Which means to say we try to save a sentence, even if it violates a rule or two or doesn’t make sense–as long as there is the slightest chance for it.

We do this

(a)

by bending the rules a little, e.g. by creating exceptions to a rule (no backshift with eternal truths),

or  
(b) by re-discovering communication, i.e. we take our dead sentence pairs and try to build possible communication situations around them.

Either way works only so far.

Let me give two illustrations.

(a) The case of the missing backshift

Advertisement in the (British) Observer (7.3.74):

I TOLD my solicitor I WANT to help old people—and he showed me how to multiply my help twenty-fold ... You SAID your help IS BEING MULTIPLIED. How?

Len Deighton, Funeral in Berlin (1964):

I TOLD you I’VE BEEN PLANNING this for fifteen years.

Herald Tribune (2.11.72):

Senator Mansfield SAID that he INTENDS to keep his post as Senate majority leader.

None of these items refer to eternal truths, and still the writers do not use backshift. More exceptions will have to be described by the grammarian, and so many grammarians do, until there are more exceptions than rules. Which is rather impractical.

(b) Rachel’s "rescue" operation

Rachel, in order to "save" the two transformations sent in by Orlando Carranza, creates the following communication situation:

SPEECH SITUATION A
speaker A: unknown
hearer A: non-existent
language form A:

I said Paul went to the movies yesterday
I said Paul had gone to the movies yesterday
place of speech situation A: unknown
time: 11:00 a.m.

REFERENCE SITUATION A

Communication situation A

Speech situation B
speaker B: (same as speaker A) unknown
hearer B: non-existent
language form B: Paul went to the movies yesterday
place of speech situation B: unknown
time: unknown

Reference situation B
Actor: Paul
Action: going to the cinema to watch a film
place: unknown
time: one day before speech situation B ("yesterday")

Most elements of the communication situation are unknown or missing, in fact, Rachel has only invented the time of speech situation A (11 o’clock). The time of reference situation B is concluded from what the unknown speaker A is supposed to be saying (yesterday).

What are the results of the rescue operation?

(a) I said Paul went to the movies yesterday.

Speaker A says at 11 o’clock that she said before 11 o’clock, but on the same day, "Paul went to the movies yesterday." This makes good sense, although, of course, we have no idea why on earth the speaker would report on her own communication situation in the first place.

(b) I said Paul had gone to the movies yesterday.

Now this wording does not make any sense to me. There is nothing in reference situation B that gives us any hint that something else happened after Paul left for the cinema.

Rachel tries to solve this problem by introducing the idea of formal and informal language. I myself don’t think that the sentence can be rescued by calling it formal. I rather think that Rachel subjects herself here to the rule-abiding one of the two souls that dwell in her breast (goodness).

The trick of inventing a communication situation around dead sentences is complicated and rather confusing, because the communication situations which we are able to imagine are no more than fleshless skeletons with lots of missing bones, which can never come alive, nor will they make made-up plastic sentences come alive.

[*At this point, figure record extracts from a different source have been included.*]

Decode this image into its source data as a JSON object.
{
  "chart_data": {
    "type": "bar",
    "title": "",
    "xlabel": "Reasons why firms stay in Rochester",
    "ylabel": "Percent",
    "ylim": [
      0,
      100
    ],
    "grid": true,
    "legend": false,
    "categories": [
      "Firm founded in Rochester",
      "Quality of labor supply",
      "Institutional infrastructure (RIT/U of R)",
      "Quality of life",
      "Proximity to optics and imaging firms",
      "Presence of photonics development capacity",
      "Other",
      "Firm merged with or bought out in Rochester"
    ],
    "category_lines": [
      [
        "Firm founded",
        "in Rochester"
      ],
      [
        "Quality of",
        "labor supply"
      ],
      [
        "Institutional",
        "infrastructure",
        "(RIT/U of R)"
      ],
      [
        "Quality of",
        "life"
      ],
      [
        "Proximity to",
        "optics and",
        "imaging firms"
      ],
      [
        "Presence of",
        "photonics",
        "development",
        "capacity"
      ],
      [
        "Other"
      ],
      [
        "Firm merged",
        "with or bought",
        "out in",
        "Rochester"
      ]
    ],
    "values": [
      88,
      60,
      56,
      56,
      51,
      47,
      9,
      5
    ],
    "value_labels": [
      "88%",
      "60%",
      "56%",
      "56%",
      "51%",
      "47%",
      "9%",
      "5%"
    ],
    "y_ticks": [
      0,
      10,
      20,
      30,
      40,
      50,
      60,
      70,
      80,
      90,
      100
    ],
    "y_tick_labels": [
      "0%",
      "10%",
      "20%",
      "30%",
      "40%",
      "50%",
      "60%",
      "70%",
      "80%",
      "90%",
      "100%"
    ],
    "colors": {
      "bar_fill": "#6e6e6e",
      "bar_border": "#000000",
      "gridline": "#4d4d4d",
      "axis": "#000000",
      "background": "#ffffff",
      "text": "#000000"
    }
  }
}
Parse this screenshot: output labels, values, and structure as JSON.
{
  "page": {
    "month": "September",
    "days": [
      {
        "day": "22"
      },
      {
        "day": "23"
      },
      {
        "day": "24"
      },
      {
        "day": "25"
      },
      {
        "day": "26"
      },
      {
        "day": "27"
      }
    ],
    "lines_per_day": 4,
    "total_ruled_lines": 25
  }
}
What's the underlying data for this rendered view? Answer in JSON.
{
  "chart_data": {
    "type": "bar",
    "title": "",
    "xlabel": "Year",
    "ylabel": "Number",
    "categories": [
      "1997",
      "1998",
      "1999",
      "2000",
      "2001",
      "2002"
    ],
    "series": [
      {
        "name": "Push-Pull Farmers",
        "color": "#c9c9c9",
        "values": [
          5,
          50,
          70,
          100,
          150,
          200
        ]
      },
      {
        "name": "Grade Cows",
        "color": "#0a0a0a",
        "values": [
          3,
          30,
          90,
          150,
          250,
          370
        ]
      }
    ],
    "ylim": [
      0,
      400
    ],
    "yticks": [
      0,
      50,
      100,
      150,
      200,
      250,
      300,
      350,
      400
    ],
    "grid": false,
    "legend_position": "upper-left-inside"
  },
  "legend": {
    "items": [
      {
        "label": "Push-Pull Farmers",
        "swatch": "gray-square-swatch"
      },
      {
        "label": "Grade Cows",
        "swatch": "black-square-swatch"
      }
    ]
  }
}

If we really want to understand reported communication, we should deal with living communication situations and living sentences. If we do so, i.e., if we study reported "speech" where it is actually used, we will see that the FORMAL rules we were taught are utter nonsense and can even lead to misunderstandings. Not that there are no rules, there are rules galore for the rule-greedy, but they are universal rules that apply to all communication situations not just to those that contain an embedded communication situation, i.e. what we call reported "speech."